July 31, 2022
The yard hosted 56 species of birds this month, somewhat shy of last month’s 66 birds and July of last year’s 65. Highlights include July rarities like the black-throated gray warbler and white-breasted nuthatch, two vireos, three orioles, nine different hummingbirds, and the first brown-crested flycatchers fledged from the yard’s nest box.
We’re not even halfway into the monsoon and my gauges measure better than ten inches for the season, which is no longer reckoned by arbitrary dewpoints but with precise dates—June 15 through September 30.
The dates serve, although I still prefer the historic start of June 24, Saint Juans Day. The feast day of St. John the Baptist. The day in 1540 that Spanish explorer Francisco Vásquez de Coronado prayed for rain to save his dying men. And the skies opened.
This year, the monsoon delivered its first sky-cracking chubasco on June 19 with back-to-back squalls, a flooded yard, and surging creeks.
The change came into the Southwest sultry and wet, merging with the torrid desert landscape to release its gift on cactus and rock. The air was creosote, not the oily pungency of waterfront pilings and railroad ties but the fresh citrus tang of crushed hops.
It greeted me with its concoction of wind and water, pulled from the warm currents of the Gulf of Mexico and Sea of Cortez to sheathe every blade and thorn with dew in the early morning darkness. I rose and opened my windows to breathe the first rations of relief from the heat. The first storm rushed northwest across the scorched canyon, raising the scent of earth from the hardpan and pounding a rataplan on the metal roof.
I drank the first raindrops with an upturned face. Sipped them with lifted arms and bare skin. Abandoned my desk and room and house. Tropical monsoon with fat, cold drops like pumice stones. Mountaintop monsoon with retina-flash and detonations that weakened the knees and quickened the blood. Monsoon with a sweet mist that dollops follicles. Monsoon with storms of dust and hail pelt like that called down from heaven by an Old Testament prophet.
Water is a holy thing in the desert. Like the stone pools in sun-cracked, shadowless borderlands that are no larger than a baptismal font. Shallow tinajas scattered among hundreds of miles of sand and rock like grace sprinkled from an aspergillum. The desert raises water to the level of a sacrament, blessed by wind and the bone dust of those who have come and never left. Those who have knelt and wet their brows and lips with water enough for two fingers.

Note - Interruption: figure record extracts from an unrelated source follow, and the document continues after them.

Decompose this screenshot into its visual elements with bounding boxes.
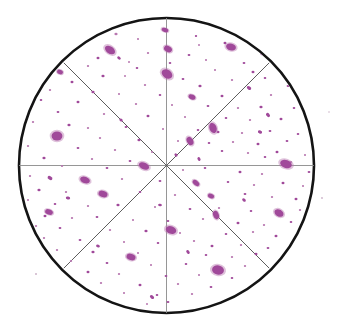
stained-particle: [247, 152, 249, 154]
stained-particle: [144, 230, 147, 232]
stained-particle: [156, 294, 159, 296]
stained-particle: [27, 145, 29, 147]
stained-particle: [114, 149, 116, 151]
stained-particle: [87, 127, 89, 129]
stained-particle: [198, 85, 201, 87]
stained-particle: [29, 175, 31, 177]
stained-particle: [197, 129, 200, 131]
stained-particle: [259, 106, 262, 108]
stained-particle: [205, 59, 207, 61]
stained-particle: [132, 219, 134, 221]
stained-particle: [280, 118, 283, 120]
stained-particle: [237, 107, 239, 109]
stained-particle: [71, 81, 74, 83]
stained-particle: [264, 156, 267, 158]
stained-particle: [269, 130, 272, 132]
stained-particle: [123, 292, 125, 294]
stained-particle: [91, 251, 94, 253]
stained-particle: [139, 191, 142, 193]
stained-particle: [227, 181, 230, 183]
stained-particle: [188, 54, 191, 56]
stained-particle: [210, 286, 213, 288]
stray-speck: [321, 197, 323, 199]
stained-particle: [264, 77, 267, 79]
stained-particle: [225, 117, 228, 119]
stained-particle: [124, 75, 126, 77]
stained-particle: [261, 173, 263, 175]
stained-particle: [293, 107, 296, 109]
stained-particle: [157, 242, 160, 244]
stained-particle: [139, 284, 142, 286]
stained-particle: [159, 180, 162, 182]
stained-particle: [191, 293, 193, 295]
stained-particle: [136, 67, 139, 69]
stained-particle: [116, 204, 119, 206]
stained-particle: [106, 167, 109, 169]
stained-particle: [103, 113, 105, 115]
stained-particle: [302, 185, 304, 187]
stained-particle: [109, 229, 111, 231]
stained-particle: [43, 237, 45, 239]
stained-particle: [167, 220, 170, 222]
stained-particle: [237, 222, 240, 224]
stained-particle: [218, 207, 220, 209]
stained-particle: [255, 253, 258, 255]
stained-particle: [177, 140, 179, 142]
stained-particle: [193, 240, 195, 242]
stained-particle: [244, 265, 246, 267]
stained-particle: [40, 99, 43, 101]
stained-particle: [276, 151, 279, 153]
stained-particle: [286, 140, 289, 142]
stained-particle: [67, 124, 70, 126]
stained-particle: [239, 171, 242, 173]
stained-particle: [128, 61, 130, 63]
stained-particle: [137, 38, 139, 40]
stained-particle: [204, 167, 207, 169]
stained-particle: [91, 158, 93, 160]
stained-particle: [59, 227, 62, 229]
stained-particle: [253, 184, 255, 186]
stained-particle: [231, 256, 233, 258]
stained-particle: [263, 224, 265, 226]
stained-particle: [123, 241, 125, 243]
stained-particle: [282, 182, 285, 184]
stained-particle: [241, 132, 243, 134]
stained-particle: [44, 215, 47, 217]
stained-particle: [267, 247, 270, 249]
stained-particle: [271, 196, 273, 198]
stained-particle: [77, 147, 80, 149]
stained-particle: [205, 254, 208, 256]
stained-particle: [221, 95, 224, 97]
stained-particle: [70, 260, 72, 262]
stained-particle: [250, 210, 253, 212]
stained-particle: [27, 199, 29, 201]
stained-particle: [243, 62, 246, 64]
stained-particle: [87, 205, 89, 207]
stained-particle: [137, 139, 140, 141]
stained-particle: [232, 141, 234, 143]
stained-particle: [198, 44, 200, 46]
stained-particle: [87, 65, 89, 67]
stained-particle: [57, 111, 60, 113]
stained-particle: [65, 191, 67, 193]
stained-particle: [244, 193, 247, 195]
stained-particle: [87, 271, 90, 273]
stained-particle: [118, 273, 120, 275]
stray-speck: [328, 111, 330, 113]
stained-particle: [275, 235, 278, 237]
stained-particle: [270, 94, 272, 96]
stained-particle: [198, 274, 200, 276]
stained-particle: [77, 101, 80, 103]
stained-particle: [295, 198, 298, 200]
stained-particle: [61, 165, 63, 167]
stained-particle: [249, 119, 251, 121]
stained-particle: [304, 154, 306, 156]
sector-plate-figure: [0, 0, 337, 335]
stained-particle: [179, 232, 181, 234]
stained-particle: [159, 94, 162, 96]
stained-particle: [101, 75, 104, 77]
stained-particle: [151, 151, 153, 153]
stained-particle: [184, 116, 186, 118]
stained-particle: [144, 84, 146, 86]
stained-particle: [135, 103, 137, 105]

This time of year, we all pray the same prayer. We pray for life.
Thanks for subscribing! Next up—the great tadpole rescue with granddaughter Gia.
I love your description of the holiness of rain.
55 species for July here, fewer than last year's 60. Have 56 for August so far and it's just the beginning. Hope it's a good one. Nice that your box fledged Great-crested FCs. Have never seen one here.